Ice Loads and Ship Response to Ice. Summer 1982/Winter 1983 Test Program

Abstract : Work toward development of local ice load criteria for icebreaking ships is presented. A bow panel of approx. 100 sq ft was instrumented to measure ice pressures by measuring compressive strains in the webs of transverse frames. The panel was divided into 60 sub-panel areas, 6 rows of 10 frames, over which uniform pressures were calculated during an impact with ice. A digital data acquisition system recorded only events over a present threshold strain. A microprocessor controlling data acquisition allowed real time data to be streamed through memory such that the recorded data were the 60 channel strain time-history from 1 sec before to 4 sec after the threshold was exceeded, sampling each channel at 32 Hz. Approximately 1400 such events were recorded on two deployments, one to the Beaufort Sea in Sep-Oct 1982 recording summer multiyear ice impacts and one to the Chukchi Sea in Mar-Apr 1983 recording both first year and multiyear winter ice impacts. All strain data were converted to pressure time-histories over each of the 60 sub-panels. Finite element models of the hull structure were used to develop a data reduction matrix relating measured strains to uniform pressures. The result is a spatial and time representation of each impact. Extreme pressure area curves were developed for each event. Extreme envelopes of pressure vs. area were were developed from data for each of 5 areas; south and north Bering Sea, South and north Chukchi Sea, and Beaufort Sea. Trends in peak force and peak pressure are examined in terms of ship impact speed and ice conditions.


-- INSTRUCTIONS TO FOLLOW --
Exclude all pictures, and reproduce exactly the lines from the one containing "Locate an element on the screen." through the end of the records, with nothing else added.

────────

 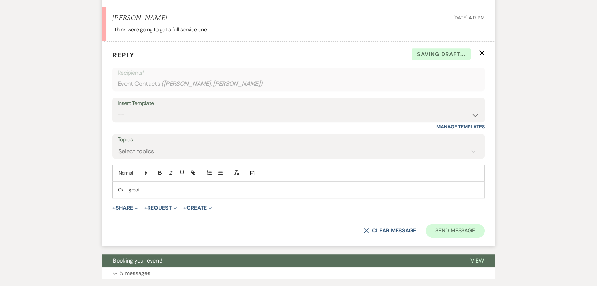 What do you see at coordinates (299, 273) in the screenshot?
I see `button: 5 messages` at bounding box center [299, 273].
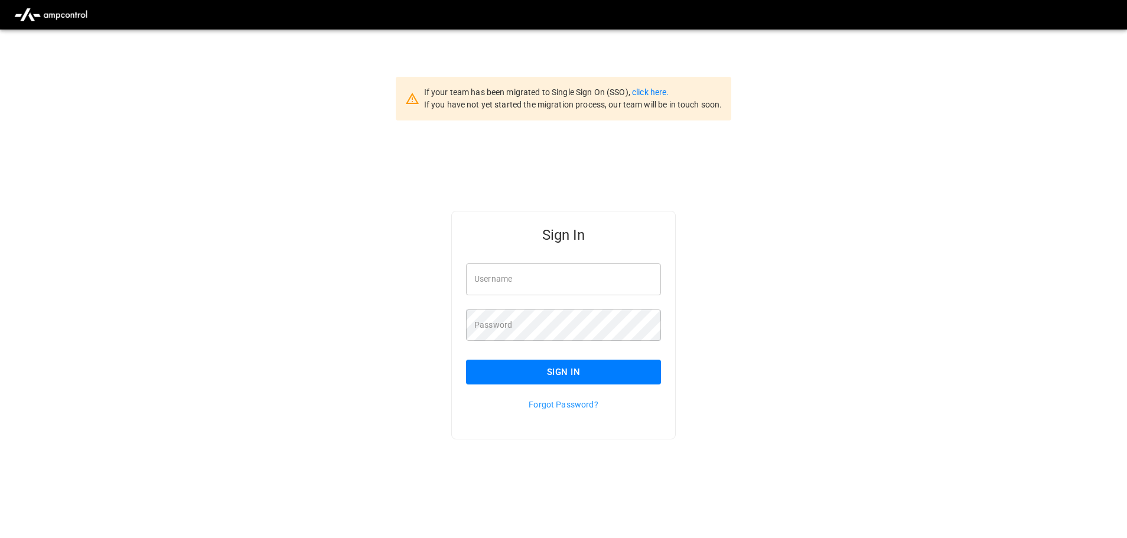 This screenshot has width=1127, height=538. I want to click on button: Sign In, so click(563, 372).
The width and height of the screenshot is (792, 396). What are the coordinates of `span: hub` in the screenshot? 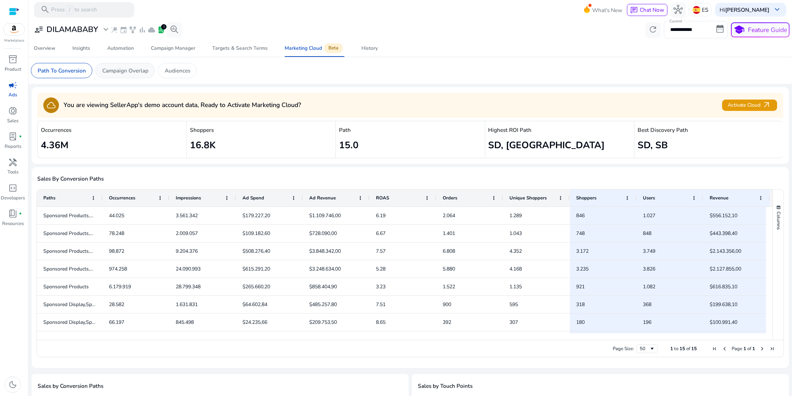 It's located at (678, 10).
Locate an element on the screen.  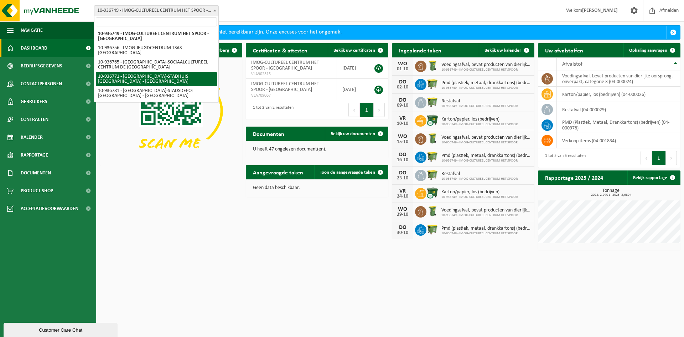
img: Download de VHEPlus App is located at coordinates (171, 111).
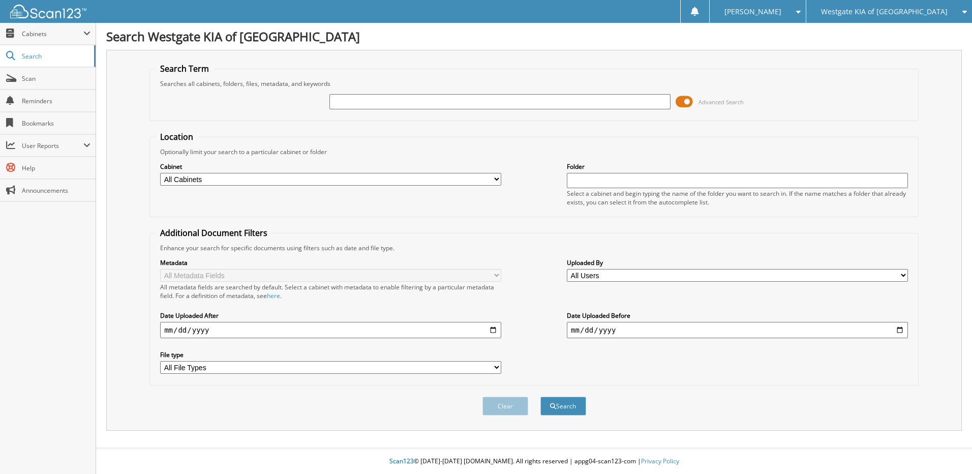 This screenshot has height=474, width=972. Describe the element at coordinates (56, 101) in the screenshot. I see `span: Reminders` at that location.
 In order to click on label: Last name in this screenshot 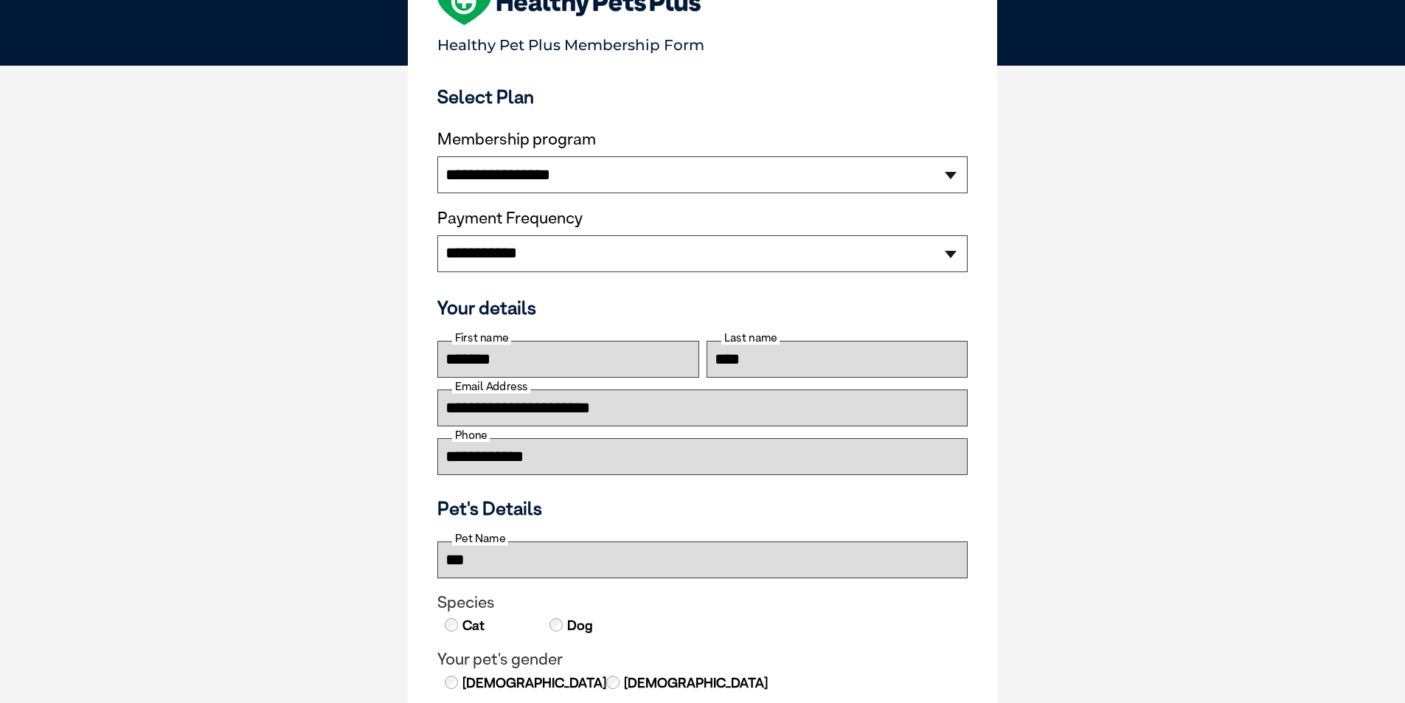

────────

-- ANSWER TO THE PROBLEM --
Locate an element on the screen.  
img: Download de VHEPlus App is located at coordinates (171, 111).
 This screenshot has height=474, width=972. Describe the element at coordinates (56, 101) in the screenshot. I see `span: Reminders` at that location.
 In order to click on label: Last name in this screenshot 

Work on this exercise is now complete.